Let's try it inline this time... From 7d3392a930a995c34e641f77a1936eedd3fff1c3 Mon Sep 17 00:00:00 2001 From: Pierre Schmitz <pierre@archlinux.de> Date: Sun, 14 Jun 2009 09:51:52 +0200 Subject: [PATCH 2/2] add makedepends to package and database This information makes it possible to create a complete build time dependency tree from a package itself or even the db file. --- scripts/makepkg.sh.in | 3 +++ scripts/repo-add.sh.in | 4 +++- 2 files changed, 6 insertions(+), 1 deletions(-) diff --git a/scripts/makepkg.sh.in b/scripts/makepkg.sh.in index 8e7d535..c59dbcc 100644 --- a/scripts/makepkg.sh.in +++ b/scripts/makepkg.sh.in @@ -927,6 +927,9 @@ create_package() { for it in "${groups[@]}"; do echo "group = $it" >>.PKGINFO done + for it in "${makedepends[@]}"; do + echo "makedepend = $it" >>.PKGINFO + done for it in "${depends[@]}"; do echo "depend = $it" >>.PKGINFO done diff --git a/scripts/repo-add.sh.in b/scripts/repo-add.sh.in index ccb4dda..5455290 100644 --- a/scripts/repo-add.sh.in +++ b/scripts/repo-add.sh.in @@ -184,7 +184,7 @@ db_write_entry() # blank out all variables local pkgfile="$1" local pkgname pkgver pkgdesc csize size md5sum url arch builddate packager force \ - _groups _licenses _replaces _depends _conflicts _provides _optdepends + _groups _licenses _replaces _makedepends _depends _conflicts _provides _optdepends local OLDIFS="$IFS" # IFS (field separator) is only the newline character @@ -203,6 +203,7 @@ db_write_entry() group) _groups="$_groups$group\n" ;; license) _licenses="$_licenses$license\n" ;; replaces) _replaces="$_replaces$replaces\n" ;; + makedepend) _makedepends="$_makedepends$makedepend\n" ;; depend) _depends="$_depends$depend\n" ;; conflict) _conflicts="$_conflicts$conflict\n" ;; provides) _provides="$_provides$provides\n" ;; @@ -265,6 +266,7 @@ db_write_entry() msg2 "$(gettext "Creating 'depends' db entry...")" # create the file even if it will remain empty touch "depends" + write_list_entry "MAKEDEPENDS" "$_makedepends" "depends" write_list_entry "DEPENDS" "$_depends" "depends" write_list_entry "CONFLICTS" "$_conflicts" "depends" write_list_entry "PROVIDES" "$_provides" "depends" -- 1.6.3.2 -- Pierre Schmitz Clemens-August-Straße 76 53115 Bonn Telefon 0228 9716608 Mobil 0160 95269831 Jabber pierre@jabber.archlinux.de WWW http://www.archlinux.de
Pierre Schmitz wrote:
Hi,
I think it would be nice to have information about makedepnds available in each pacakge and the pacakge database. Think about rebuilds (statically linked) or the question if a certain package can be (re)moved.

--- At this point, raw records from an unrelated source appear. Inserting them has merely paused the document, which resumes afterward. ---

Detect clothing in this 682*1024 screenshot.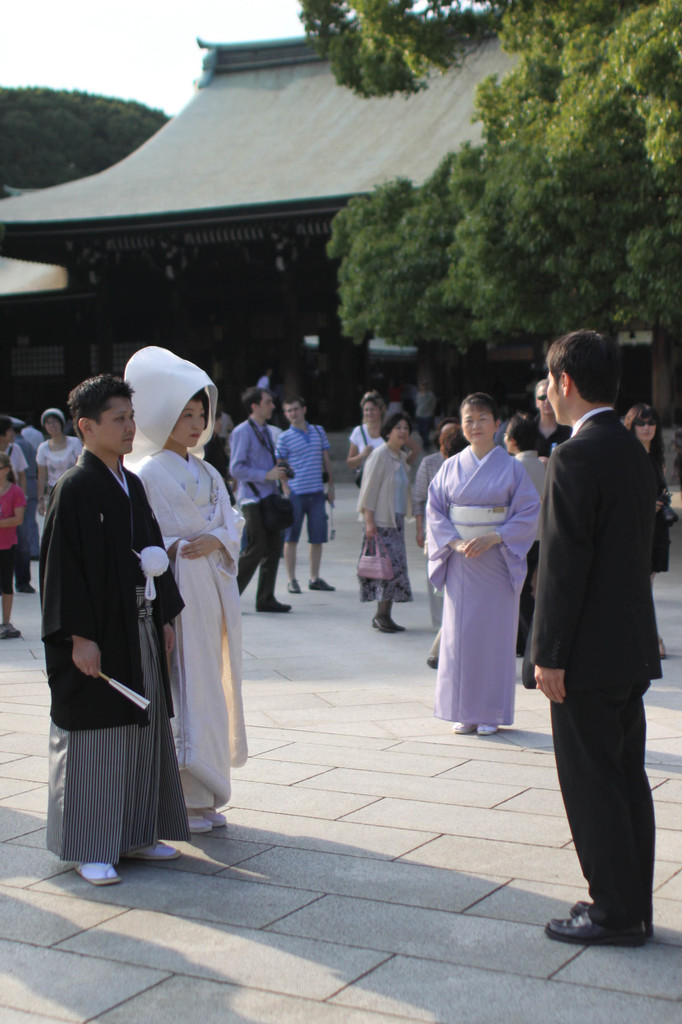
Detection: (40,444,80,505).
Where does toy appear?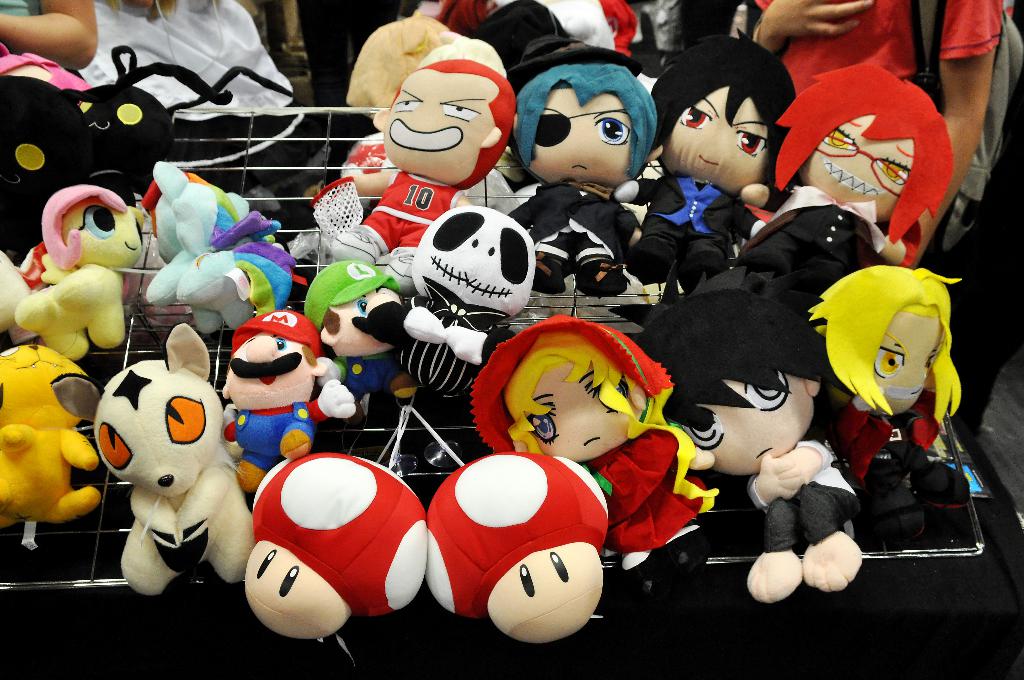
Appears at l=427, t=453, r=612, b=645.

I'm not really a fan of this as it fills the PKGINFO file and pacman DB with info that is really not needed. At the moment you can simply grep the ABS tree to check for depends/makedepends. Allan
Am Sonntag 14 Juni 2009 10:28:00 schrieb Allan McRae:
I'm not really a fan of this as it fills the PKGINFO file and pacman DB with info that is really not needed. At the moment you can simply grep the ABS tree to check for depends/makedepends.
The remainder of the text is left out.